Since Hamas violently took over Gaza in June, Egypt has joined Israel in severely restricting access to Gaza, largely keeping its border terminal closed. Egypt is concerned about a spillover of Hamas-style militancy into its territory.

Egypt has had its border with Gaza closed since June (except to weapons smugglers) in order to protect itself from Hamas. In the ap revision, they omitted the point about the border being closed for the past seven months.

Let’s review: Israel closed its border for four days in response to a barrage of 220 rockets Hamas fired upon the western Negev last week. After intense international pressure, it reopened the border this morning. Here is how the United Nation’s John Ging, stationed in Gaza, responded to Israel’s four-day blockade:

The firing of rockets (by Palestinians) is wholly and totally unacceptable. The response to that cannot be a retaliation, collectively punishing a civilian population on this side of the crossing, which is also trapped and a victim to the conflict.

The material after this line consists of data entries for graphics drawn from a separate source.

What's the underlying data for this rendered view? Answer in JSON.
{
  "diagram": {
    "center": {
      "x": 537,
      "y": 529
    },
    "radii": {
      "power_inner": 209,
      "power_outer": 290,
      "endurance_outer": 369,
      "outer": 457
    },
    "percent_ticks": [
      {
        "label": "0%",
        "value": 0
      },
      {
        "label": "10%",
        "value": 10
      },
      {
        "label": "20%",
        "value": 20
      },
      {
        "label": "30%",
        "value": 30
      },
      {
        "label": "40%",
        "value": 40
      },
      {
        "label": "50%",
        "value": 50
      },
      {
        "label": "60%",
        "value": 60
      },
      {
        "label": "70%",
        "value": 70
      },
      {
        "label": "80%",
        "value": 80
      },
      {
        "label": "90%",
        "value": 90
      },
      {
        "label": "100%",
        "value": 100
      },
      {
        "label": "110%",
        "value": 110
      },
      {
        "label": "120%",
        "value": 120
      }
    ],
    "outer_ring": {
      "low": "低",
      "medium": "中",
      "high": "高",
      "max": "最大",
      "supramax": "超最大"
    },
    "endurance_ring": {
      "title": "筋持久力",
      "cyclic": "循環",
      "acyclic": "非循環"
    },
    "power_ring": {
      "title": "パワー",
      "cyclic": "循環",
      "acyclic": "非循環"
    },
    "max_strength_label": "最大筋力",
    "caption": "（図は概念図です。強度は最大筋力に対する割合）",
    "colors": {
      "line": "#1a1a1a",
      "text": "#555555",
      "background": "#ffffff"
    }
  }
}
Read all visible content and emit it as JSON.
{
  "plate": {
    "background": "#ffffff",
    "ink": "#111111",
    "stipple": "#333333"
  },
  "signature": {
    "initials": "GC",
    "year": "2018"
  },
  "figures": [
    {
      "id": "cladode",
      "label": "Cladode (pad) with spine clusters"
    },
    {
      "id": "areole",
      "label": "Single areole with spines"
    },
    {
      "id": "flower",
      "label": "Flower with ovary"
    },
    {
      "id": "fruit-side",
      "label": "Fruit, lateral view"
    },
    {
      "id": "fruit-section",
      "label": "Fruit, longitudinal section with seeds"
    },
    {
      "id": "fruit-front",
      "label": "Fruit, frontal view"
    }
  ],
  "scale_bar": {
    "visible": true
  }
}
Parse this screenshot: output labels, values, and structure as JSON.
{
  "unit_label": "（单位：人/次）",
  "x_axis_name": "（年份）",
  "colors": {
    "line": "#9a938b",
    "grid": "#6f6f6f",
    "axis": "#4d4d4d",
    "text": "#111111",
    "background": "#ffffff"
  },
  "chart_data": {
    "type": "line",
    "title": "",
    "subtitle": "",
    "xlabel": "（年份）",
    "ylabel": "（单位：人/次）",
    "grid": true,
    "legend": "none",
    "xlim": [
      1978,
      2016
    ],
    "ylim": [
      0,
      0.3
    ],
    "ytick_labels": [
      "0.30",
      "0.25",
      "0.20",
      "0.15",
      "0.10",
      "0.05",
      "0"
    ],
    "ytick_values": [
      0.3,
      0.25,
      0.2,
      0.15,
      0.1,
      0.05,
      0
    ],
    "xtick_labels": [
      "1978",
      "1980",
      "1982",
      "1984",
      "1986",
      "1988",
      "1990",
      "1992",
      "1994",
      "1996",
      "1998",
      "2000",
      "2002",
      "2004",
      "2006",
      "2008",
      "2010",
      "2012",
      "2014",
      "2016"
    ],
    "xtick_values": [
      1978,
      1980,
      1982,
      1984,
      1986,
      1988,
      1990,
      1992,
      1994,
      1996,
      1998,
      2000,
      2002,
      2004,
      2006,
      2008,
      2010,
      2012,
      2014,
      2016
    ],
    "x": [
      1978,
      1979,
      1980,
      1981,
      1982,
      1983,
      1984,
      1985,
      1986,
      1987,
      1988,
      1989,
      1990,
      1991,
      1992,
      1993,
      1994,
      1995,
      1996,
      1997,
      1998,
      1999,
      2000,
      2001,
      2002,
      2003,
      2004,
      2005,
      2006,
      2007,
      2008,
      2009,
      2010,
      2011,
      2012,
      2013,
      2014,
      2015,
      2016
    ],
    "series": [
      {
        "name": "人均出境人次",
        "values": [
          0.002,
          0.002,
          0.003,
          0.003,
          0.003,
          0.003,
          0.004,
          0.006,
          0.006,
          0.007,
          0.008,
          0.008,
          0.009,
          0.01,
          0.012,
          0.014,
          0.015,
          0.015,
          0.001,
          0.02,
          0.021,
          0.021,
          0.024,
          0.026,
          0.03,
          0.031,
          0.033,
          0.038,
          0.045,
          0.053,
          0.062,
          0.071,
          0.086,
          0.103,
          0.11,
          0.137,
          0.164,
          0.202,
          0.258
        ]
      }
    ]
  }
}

The international community’s position is this: Israel certainly cannot occupy Gaza. It can’t retaliate to missile attacks from Gaza. And it must continue supplying Gaza with electricity, fuel, food and humanitarian aid.

Hosni Mubarak, of course, can turn a blind eye to weapons leaving Egypt for Gaza, dispatch riot police to forcefully rebuff anyone, including women, attempting to flee Gaza for Egypt, audaciously censure Israel for not doing enough to help Palestinians, and the international community will jump through hoops in order to give him a free pass.

Once in awhile, a major newsmedia reporter will stumble over the truth and momentarily get it right. But then, with a gentle nudge from agenda-driven editors, to paraphrase Winston Churchill, they usually pick themselves up and hurry on as if nothing happened.